Our friends over at the Catherine Project have opened their registration for Fall 2023 tutorials, reading groups, and Greek tutorials! Their wide range of offerings cover many fascinating works and ideas. You can discover their catalog here (PDF) or look at the offerings on their website. Once you have chosen a course or two to take, you may fill out their enrollment form here.

And by the way… Scholastic Latin, Rhetoric, and Fall seminars will all start at the Lyceum Institute soon too, so keep your eyes here as well! Sign up for our Quarterly Newsletter to stay informed!

Restless Soul: Zena Hitz on the AMI Podcast

Friends being friends with friends: it is a beautiful thing! Listen to Dr. Zena Hitz, tutor at St. John’s College, author of Lost in Thought: The Hidden Pleasures of an Intellectual Life (a highly-recommended book), and Co-founder & President of the Catherine Project talk on the Magnus Podcast, hosted by John Johnson and Larissa Bianco. We are affiliate partners with both institutions! Listen to Dr. Hitz discuss the development of thinking and the role of education in the fructification of a human life.

As we all agree, we can do more together than we can do alone.

Listen to the podcast here!

Catherine Project – Commonplace

Our friends at the Catherine Project have launched a new journal, Commonplace! As they describe it:

Commonplace is a journal maintained by volunteers from the Catherine Project’s community of learners under the supervision of the executive director. It’s purpose is twofold:

  1. To serve the Catherine Project community as an organ of communication and means of sharing writing informed or inspired by the Project’s core activity of reading and discussing great books.
  2. To serve as a means of advertising the existence and activities of the Catherine Project and inviting readers who are unfamiliar with the the Project to join our community of learning.

The journal is titled Commonplace because that’s what it is: a place or space we have in common. The word “commonplace” might also be used to describe the activity of our community: what we’re doing is rare these days, but it’s not original. Human beings throughout history have gathered informally to read, think, and learn together. We think learning for learning’s sake should be ordinary and shared among people of different ages, occupations, and educational backgrounds.

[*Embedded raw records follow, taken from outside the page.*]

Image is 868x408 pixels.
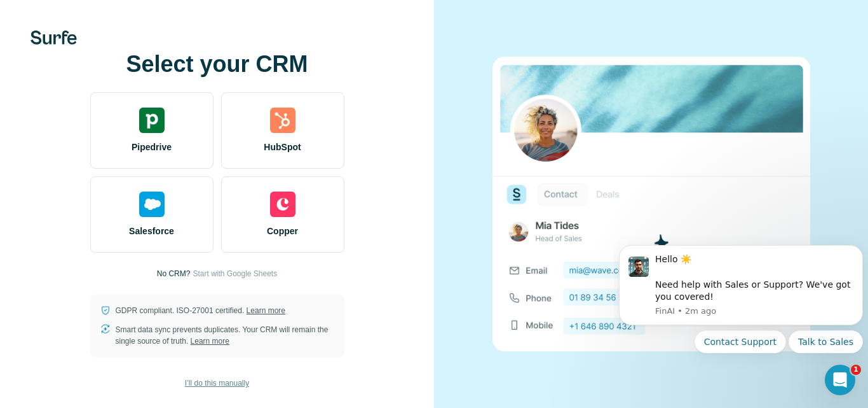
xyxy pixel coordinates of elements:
[492,57,810,351] img: none image
[132,141,172,153] span: Pipedrive
[270,191,295,217] img: copper's logo
[193,267,277,279] button: Start with Google Sheets
[129,224,174,237] span: Salesforce
[267,224,298,237] span: Copper
[116,305,285,316] p: GDPR compliant. ISO-27001 certified.
[30,30,77,45] img: Surfe's logo
[185,377,249,389] span: I’ll do this manually
[825,364,855,395] iframe: Intercom live chat
[176,373,258,393] button: I’ll do this manually
[140,108,165,133] img: pipedrive's logo
[91,52,344,77] h1: Select your CRM
[264,141,300,153] span: HubSpot
[140,191,165,217] img: salesforce's logo
[246,306,285,315] a: Learn more
[851,364,861,374] span: 1
[116,323,334,346] p: Smart data sync prevents duplicates. Your CRM will remain the single source of truth.
[270,108,295,133] img: hubspot's logo
[190,336,229,345] a: Learn more
[157,267,190,279] p: No CRM?
[614,229,868,401] iframe: Intercom notifications message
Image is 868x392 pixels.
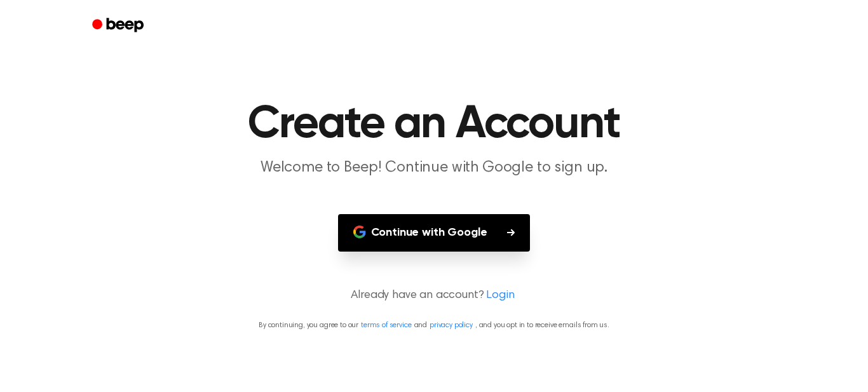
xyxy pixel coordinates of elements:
p: Already have an account? [16,288,852,305]
p: By continuing, you agree to our and , and you opt in to receive emails from us. [16,320,852,331]
p: Welcome to Beep! Continue with Google to sign up. [190,158,678,178]
a: Login [486,288,514,305]
button: Continue with Google [338,214,531,252]
a: privacy policy [430,321,473,329]
h1: Create an Account [108,102,760,147]
a: terms of service [361,321,411,329]
a: Beep [83,13,155,38]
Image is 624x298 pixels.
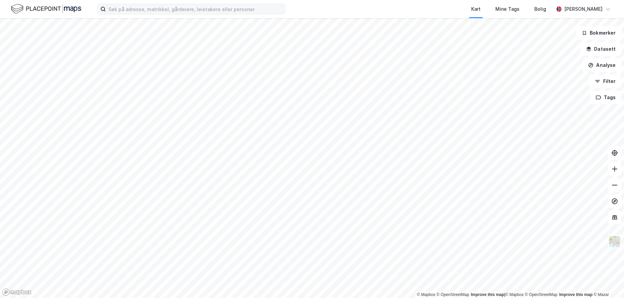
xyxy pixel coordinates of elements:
[590,91,622,104] button: Tags
[564,5,603,13] div: [PERSON_NAME]
[496,5,520,13] div: Mine Tags
[576,26,622,40] button: Bokmerker
[437,292,469,297] a: OpenStreetMap
[471,292,504,297] a: Improve this map
[11,3,81,15] img: logo.f888ab2527a4732fd821a326f86c7f29.svg
[417,292,435,297] a: Mapbox
[525,292,558,297] a: OpenStreetMap
[535,5,546,13] div: Bolig
[471,5,481,13] div: Kart
[2,288,32,296] a: Mapbox homepage
[505,292,524,297] a: Mapbox
[417,291,609,298] div: |
[589,75,622,88] button: Filter
[559,292,593,297] a: Improve this map
[581,42,622,56] button: Datasett
[583,58,622,72] button: Analyse
[106,4,285,14] input: Søk på adresse, matrikkel, gårdeiere, leietakere eller personer
[608,235,621,248] img: Z
[591,266,624,298] div: Kontrollprogram for chat
[591,266,624,298] iframe: Chat Widget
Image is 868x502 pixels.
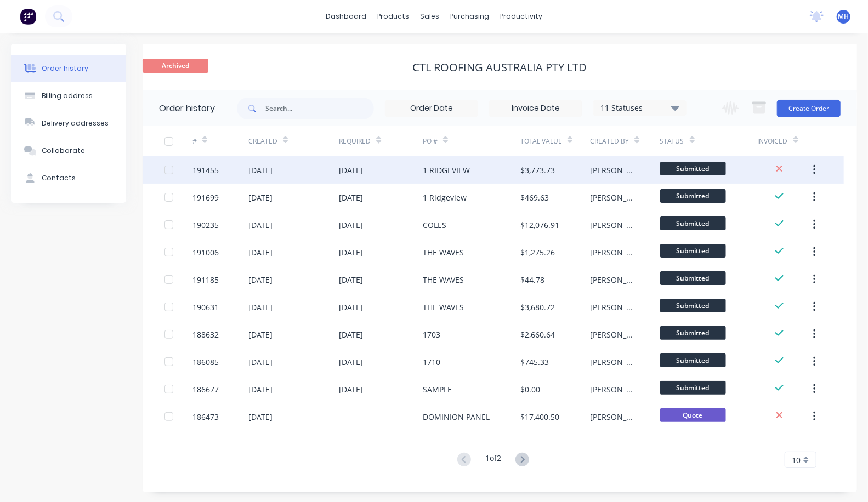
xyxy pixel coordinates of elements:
div: 188632 [192,329,219,340]
div: Required [338,126,422,157]
div: [PERSON_NAME] [589,357,638,368]
div: PO # [422,137,437,146]
div: [DATE] [338,301,363,313]
div: PO # [422,126,520,157]
span: Submitted [660,381,726,395]
div: # [192,137,196,146]
input: Order Date [385,100,478,117]
div: THE WAVES [422,247,464,258]
div: $44.78 [520,274,544,286]
div: [DATE] [338,329,363,340]
div: products [371,9,415,25]
div: DOMINION PANEL [422,411,490,422]
span: Submitted [660,354,726,367]
div: THE WAVES [422,301,464,313]
div: [DATE] [248,219,273,231]
span: 10 [792,454,800,466]
div: [DATE] [338,219,363,231]
div: sales [415,9,445,25]
div: [PERSON_NAME] [589,329,638,340]
input: Search... [266,98,374,119]
div: [PERSON_NAME] [589,247,638,258]
div: Order history [159,102,215,115]
div: Invoiced [757,126,813,157]
div: Created [248,126,338,157]
div: 186473 [192,411,219,422]
div: Order history [42,63,88,74]
div: [PERSON_NAME] [589,164,638,176]
div: Billing address [42,91,93,101]
div: Collaborate [42,145,85,156]
div: COLES [422,219,447,231]
div: [DATE] [338,357,363,368]
div: [DATE] [338,164,363,176]
div: 190235 [192,219,219,231]
div: Status [660,126,757,157]
div: $1,275.26 [520,247,555,258]
div: 191006 [192,247,219,258]
div: CTL Roofing Australia Pty Ltd [413,61,587,74]
div: Invoiced [757,137,788,146]
div: [DATE] [248,192,273,203]
div: THE WAVES [422,274,464,286]
div: [DATE] [248,383,273,396]
div: # [192,126,248,157]
div: [PERSON_NAME] [589,383,638,396]
div: [DATE] [248,274,273,286]
div: [DATE] [338,247,363,258]
div: $17,400.50 [520,411,559,422]
div: [PERSON_NAME] [589,411,638,422]
div: [DATE] [248,357,273,368]
a: dashboard [320,9,371,25]
div: purchasing [445,9,494,25]
div: 1 of 2 [485,453,501,468]
div: [PERSON_NAME] [589,192,638,203]
div: [PERSON_NAME] [589,301,638,313]
div: $3,773.73 [520,164,555,176]
div: productivity [494,9,548,25]
img: Factory [20,9,36,25]
div: $0.00 [520,383,540,396]
div: 1 Ridgeview [422,192,466,203]
div: Required [338,137,370,146]
span: Quote [660,409,726,422]
div: 191455 [192,164,219,176]
input: Invoice Date [490,100,582,117]
div: Contacts [42,173,75,183]
button: Delivery addresses [11,110,126,137]
div: 191699 [192,192,219,203]
div: Status [660,137,684,146]
div: [DATE] [338,274,363,286]
div: $2,660.64 [520,329,555,340]
div: 11 Statuses [594,102,685,114]
div: [DATE] [338,192,363,203]
div: 1710 [422,357,440,368]
span: Archived [143,59,209,73]
div: SAMPLE [422,383,452,396]
span: Submitted [660,162,726,176]
div: Created By [589,137,628,146]
button: Collaborate [11,137,126,164]
div: Delivery addresses [42,119,108,128]
div: 190631 [192,301,219,313]
div: [DATE] [248,411,273,422]
div: Created By [589,126,659,157]
div: $12,076.91 [520,219,559,231]
div: 1 RIDGEVIEW [422,164,470,176]
div: [DATE] [248,329,273,340]
div: $469.63 [520,192,549,203]
div: [PERSON_NAME] [589,219,638,231]
button: Create Order [776,100,840,118]
div: [DATE] [338,383,363,396]
span: Submitted [660,216,726,230]
div: [DATE] [248,164,273,176]
span: Submitted [660,190,726,203]
div: [DATE] [248,301,273,313]
button: Order history [11,55,126,82]
span: Submitted [660,299,726,312]
span: MH [838,11,849,22]
div: 186085 [192,357,219,368]
div: $3,680.72 [520,301,555,313]
div: 186677 [192,383,219,396]
span: Submitted [660,244,726,258]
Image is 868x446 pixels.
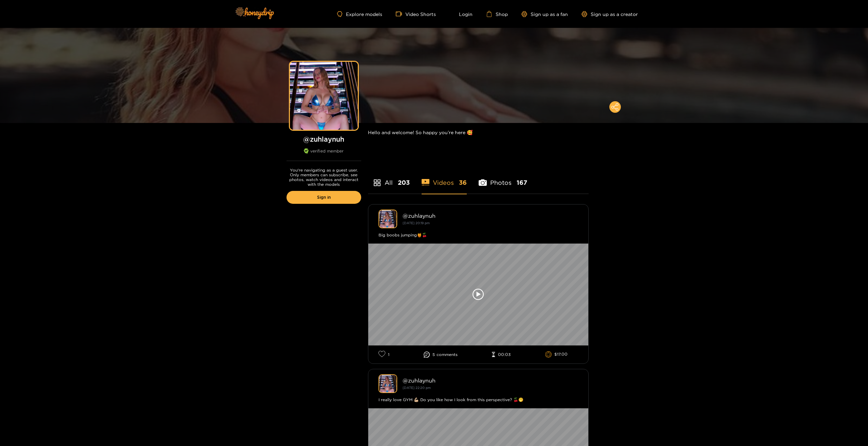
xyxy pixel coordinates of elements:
li: Videos [422,163,467,193]
div: @ zuhlaynuh [403,377,578,383]
a: Sign up as a fan [521,11,568,17]
div: @ zuhlaynuh [403,212,578,218]
span: 203 [398,178,410,187]
h1: @ zuhlaynuh [286,135,361,144]
a: Sign in [286,190,361,204]
span: 167 [517,178,527,187]
span: appstore [373,179,381,187]
li: All [368,163,410,193]
a: Login [450,11,472,17]
span: 36 [459,178,467,187]
li: 1 [378,350,389,358]
img: zuhlaynuh [378,374,397,393]
li: 5 [424,351,458,358]
li: Photos [479,163,527,193]
a: Sign up as a creator [582,11,638,17]
img: zuhlaynuh [378,209,397,228]
a: Video Shorts [396,11,436,17]
div: Hello and welcome! So happy you’re here 🥰 [368,123,589,142]
a: Shop [486,11,508,17]
li: 00:03 [492,351,510,357]
small: [DATE] 20:19 pm [403,221,430,225]
p: You're navigating as a guest user. Only members can subscribe, see photos, watch videos and inter... [286,168,361,187]
li: $17.00 [546,351,568,358]
span: video-camera [396,11,406,17]
a: Explore models [337,11,382,17]
div: Big boobs jumping🍯🍒 [378,231,578,238]
div: I really love GYM 💪🏼 Do you like how I look from this perspective? 🍒🤭 [378,396,578,403]
div: verified member [286,148,361,161]
span: comment s [436,352,458,357]
small: [DATE] 22:20 pm [403,386,431,389]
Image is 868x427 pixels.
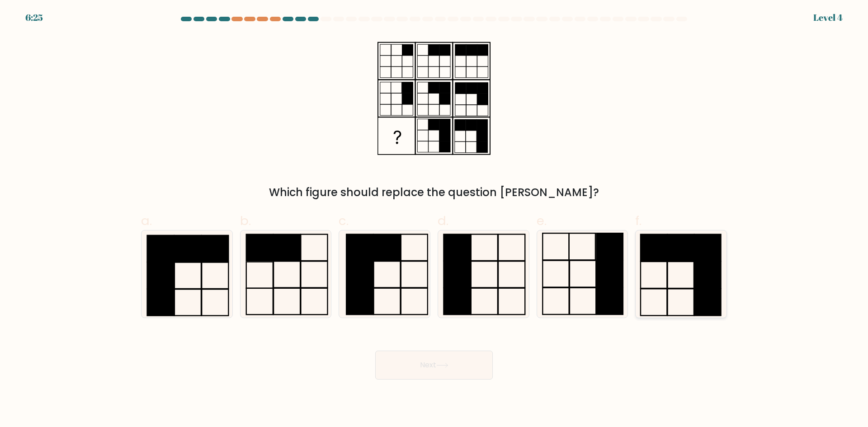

We aim to publish Commonplace twice a year, depending on volunteer availability. If you would like to join the editorial team that maintains the journal, write to volunteer@catherineproject.org.

We look forward to reading the first issue, already published!

Trauma, Sorrow, and Beauty: Maritain and Rouault on Art

On 13 April 2023 at 7pm ET, Dr. Thomas Hibbs (see event times around the world) will present the Annual John Deely / Jacques Maritain Lecture for the Deely Project at Saint Vincent College, in Latrobe, PA: “Trauma, Sorrow, and Beauty: Maritain and Rouault on Art” (Zoom link).

In his work on the crisis of the visible in contemporary culture, the philosopher Jean-Luc Marion argues that images typically operate as idols rather than icons. The images we encounter are “proportionate to the expectation of desire.” Such a culture excludes images that would engage us so as to transform our desires and lead us out of ourselves to transcendence. We need more than simply a reorientation of our vision. The new pedagogy of images cannot be straightforward or initially affirmative, since it must make us aware of our disorders, sorrows, and traumas. It will offer hope not through facile transcendence but through otherwise hidden paths at the margins of mainstream civilization. In the philosophy of art of Jacques Maritain and the art of his friend Georges Rouault, images take on the evils and afflictions of this world, its manifold traumas and sorrows, and trace a path toward beauty, gratitude, and joy.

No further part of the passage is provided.